The first startling wisps were those of Tōru Takemitsu’s “How slow the Wind,” as enigmatic in its reverie as the first words of the Emily Dickinson poem it is named after. We were ushered into a realm of magical quiet, rustled by high string harmonics, bell-like pulses, and an eerie, gently cresting, seven-note motif that doubtless lingers in many listeners’ minds. The impression was that of a vast ocean shore on a starlit and nearly windless night, as if the ocean were breathing, unmindful of the human.
The Japanese composer Takemitsu, who died in 1996, was a child of the Second World War’s devastation. He composed this piece in 1991. If a glance at the score suggests an emphasis on unusual techniques of playing, there is nothing in the spare mystery of these glassy, diaphanous textures, the sudden plucks and distant bells, or the remarkable extremes of pitch that seems out of place.
Little wonder that several generations of Hollywood movie composers have been touched by Takemitsu’s profound influence, especially his ability to nudge traditional instruments toward otherworldly effects. In his elegant CSO debut, the impressive 45-year-old Japanese conductor Yamada and the orchestra with its many virtuosic solo players summoned that boundless inscrutability.
Only on the rare night would such orchestral playing become second in memory to the performance of the guest piano soloist, but for this listener it was one of those occasions: The slender Martin Helmchen, who at 42 nevertheless summons the visual impression of the teenage Mozart at the keyboard, launched into an incredibly beautiful, delicately nuanced performance of Beethoven’s Piano Concerto No. 1 in C major.
The composers’ lives overlapped by several years, and there is such an abundance of Mozartian elegance in the way Helmchen plays this 1795 concerto by the 25-year-old Beethoven that it made me want to believe in the distinct possibility that these two giants actually met in Vienna around 1787 or so. Mozart would have been 31, ailing and near the end of life; Beethoven in his teens.
There is much of a young man in this Beethoven concerto. It is joyfully immortal, up to the brim in playfulness and wit, even as the writing is profound. Beethoven wrote it for himself to perform and the frisky, perpetually tumbling finale is a delightful lark. I repressed the desire to get up and dance.
The size of the CSO for the Beethoven was right for Orchestra Hall, if big for an ensemble of the composer’s day, with two horns, two trumpets and timpani along with an ample contingent of winds and strings. But it’s the same size to which Mozart recently had gravitated. In fact, there a certain serendipity regarding Helmchen’s former CSO appearances in late Mozart and early Beethoven concertos. Together their performances trace a changing era.

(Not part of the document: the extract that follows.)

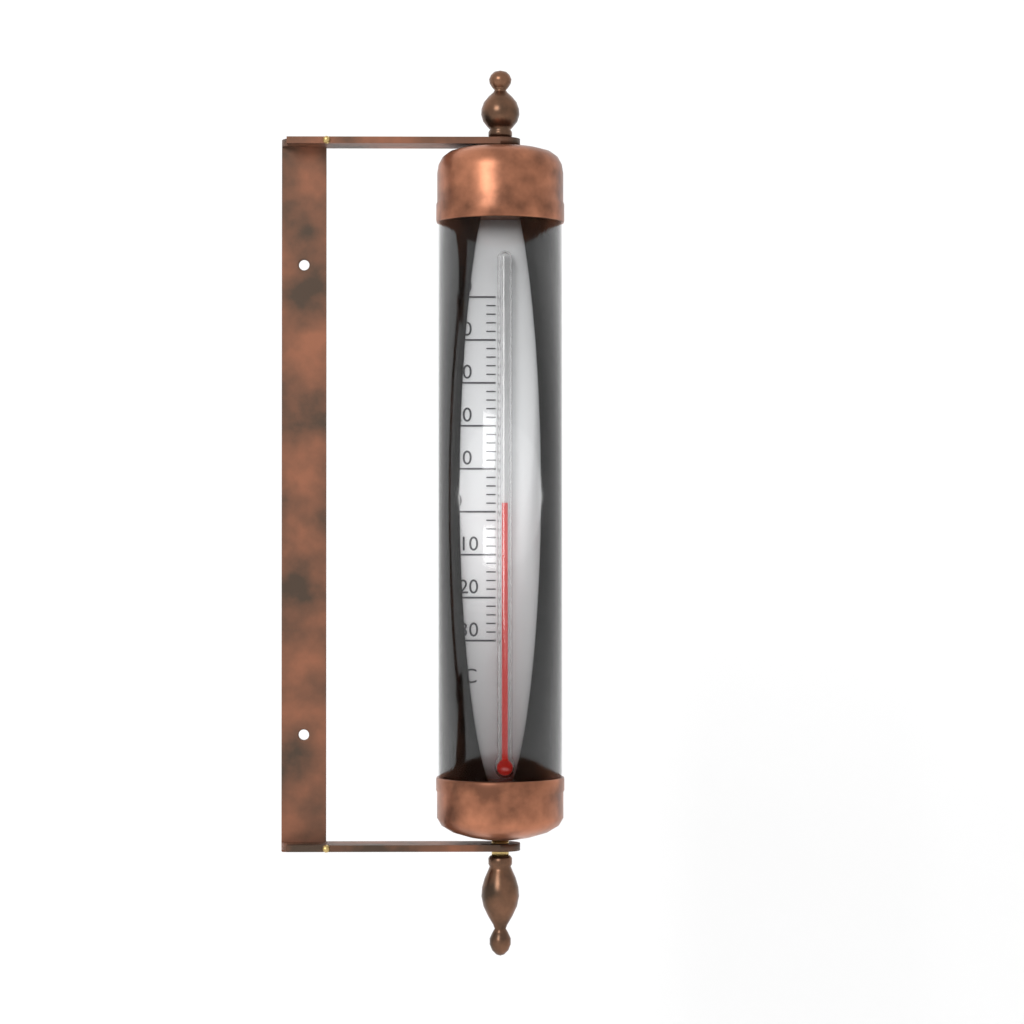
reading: 2 °C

Helmchen first performed with the CSO in 2016, when he was 34, offering what was technically the earliest Beethoven concerto, in the key of B-flat major, although it is called Beethoven’s Concerto No. 2. Last season Helmchen brought in Mozart’s Piano Concerto No 25 in C major, which would have been very much in the air to influence Beethoven when he wrote the Concerto No. 1 in C major that Helmchen and the CSO are performing through May 21. Altogether, if we were to listen to these three works in sequence – Mozart, Beethoven 2 and then Beethoven 1, we would be able to hear a nifty bit of history evolving.

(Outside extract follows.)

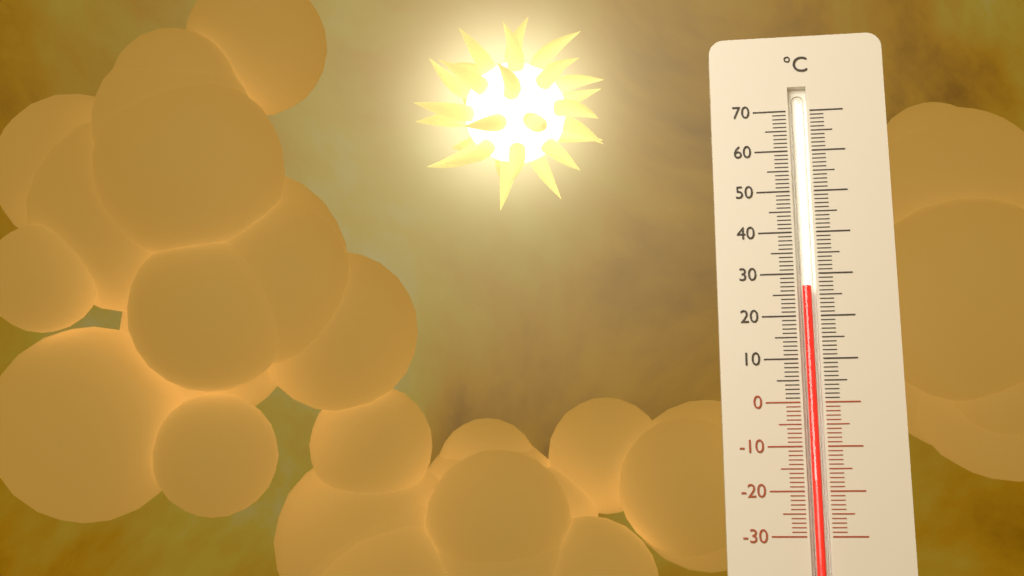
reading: 27 °C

The CSO concert rounded itself off with Franck’s Symphony in D Minor, a beloved crowd favorite, easy to follow and to love, if too often overdone. This was the best performance I can recall hearing. The eloquent solo for English horn seemed as if written for CSO’s Scott Hostetler, and Yamada reminded one of no one so much as CSO music director emeritus Riccardo Muti in the care he took to lend the Franck the elegant, sophisticated treatment it so essentially requires.